On Wednesday, 28th September, 2013, John Bellany, the Scottish artist died "clutching a paintbrush as he took his final breath." (You can read the rest in The Scotsman)
The BBC showed a documentary, directed by one of his own sons. It is well worth watching, but it gives little away about the nature of his work and just tantalizing glimpses into his methods. Bellany said, "If a painting must have anything, it must have intensity". Certainly, if you know his work, you can see the proof of this. The caveat is that there is probably not one painting of his that I could ever bear to have on my wall.
There may of course be another reason why I am not, let's say, sympathetic to his work.
I knew John Bellany. He was my personal tutor at art college in 1972/3. During term time I would see him more or less every day and more or less every day he would arrive very late, drunk and disorderly. If we were lucky, he would simply disappear with a bottle into his tiny office and we could get on with painting. But occasionally he would give us the benefit of his drunken rage. He once lifted me against a wall and threatened to beat me up. I learnt nothing from the man, partly because I was still in my teens and not that teachable, but mainly because he was unable or unwilling or both to share any of his talent with us. He was a violent yob and his contribution to the education of young artists, at least during that period, was to primarily de-motivate and distress. By his own admission, he was a bastard.
I find it personally sickening that someone who spent most of his life making the lives of others a misery (see what his family have said on record) that there should now be an outpouring of sentimentality about him now that he is dead.
As strange as it is sometimes in life, decades later I moved to Scotland to live, about five miles from Bellany's hometown of Port Seton. On the occasional visit there the memories would come flowing back, of a young man, quite confused and at sea emotionally, being abused by an arrogant, violent drunkard.
I did not complete my course at Art College and left after a year. My life up to that point had been damaged by my father, also a violent drunken alcoholic. He had long gone, but those days in the art room were no different. Only the actors had changed, not the characters. It was too much for me to bear.
Bellany leaves a legacy of work that is prolific, intense and individual, but it will never atone for the people whose lives he damaged and whose hopes he destroyed.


◆ Work required
Set down each line from the line holding "Find the location" to the last line of the entries below, exactly, with both ends included and without pictures.

== Material provided ==

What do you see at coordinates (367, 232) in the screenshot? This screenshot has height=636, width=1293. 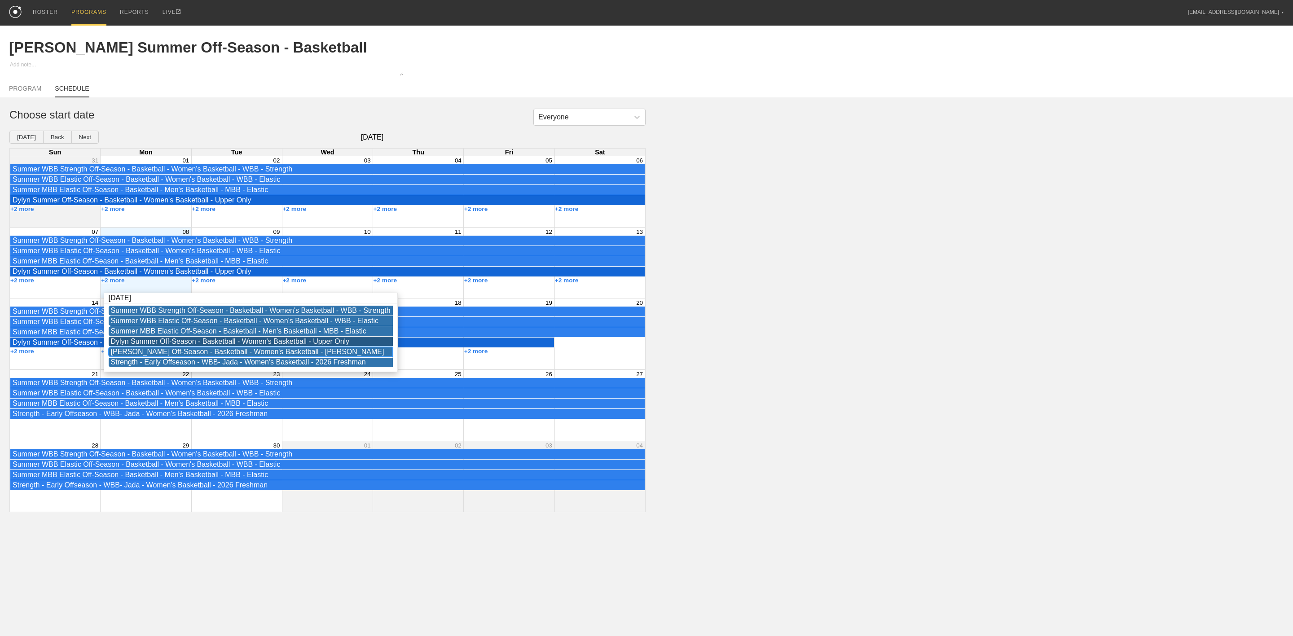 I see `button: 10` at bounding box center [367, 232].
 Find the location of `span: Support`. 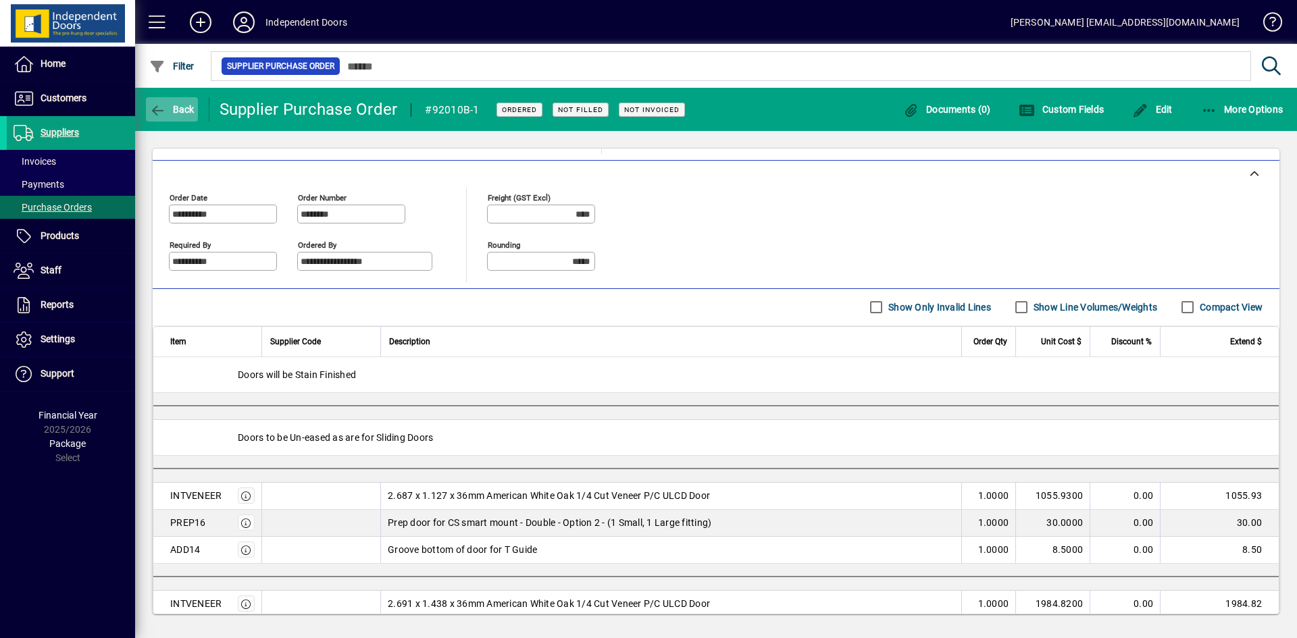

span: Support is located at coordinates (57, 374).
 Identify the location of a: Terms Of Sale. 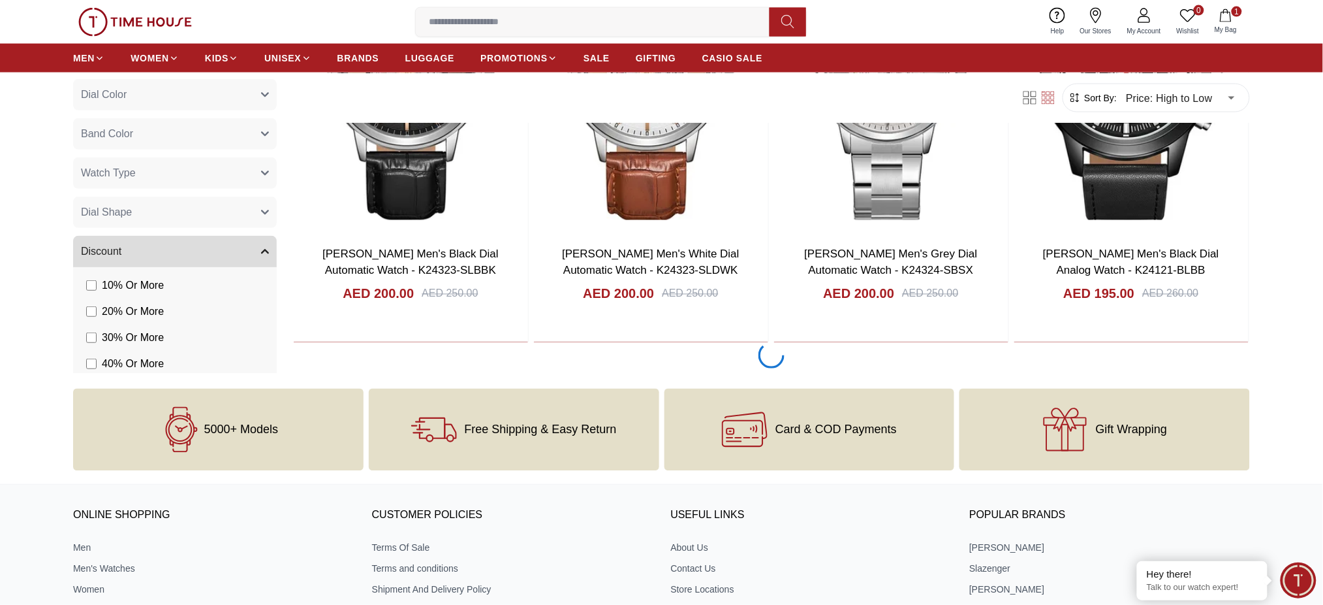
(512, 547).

===

◆ Reply to the task
 Find the location of `span: Support`. 

span: Support is located at coordinates (57, 374).
 Identify the location of a: Terms Of Sale. 
(512, 547).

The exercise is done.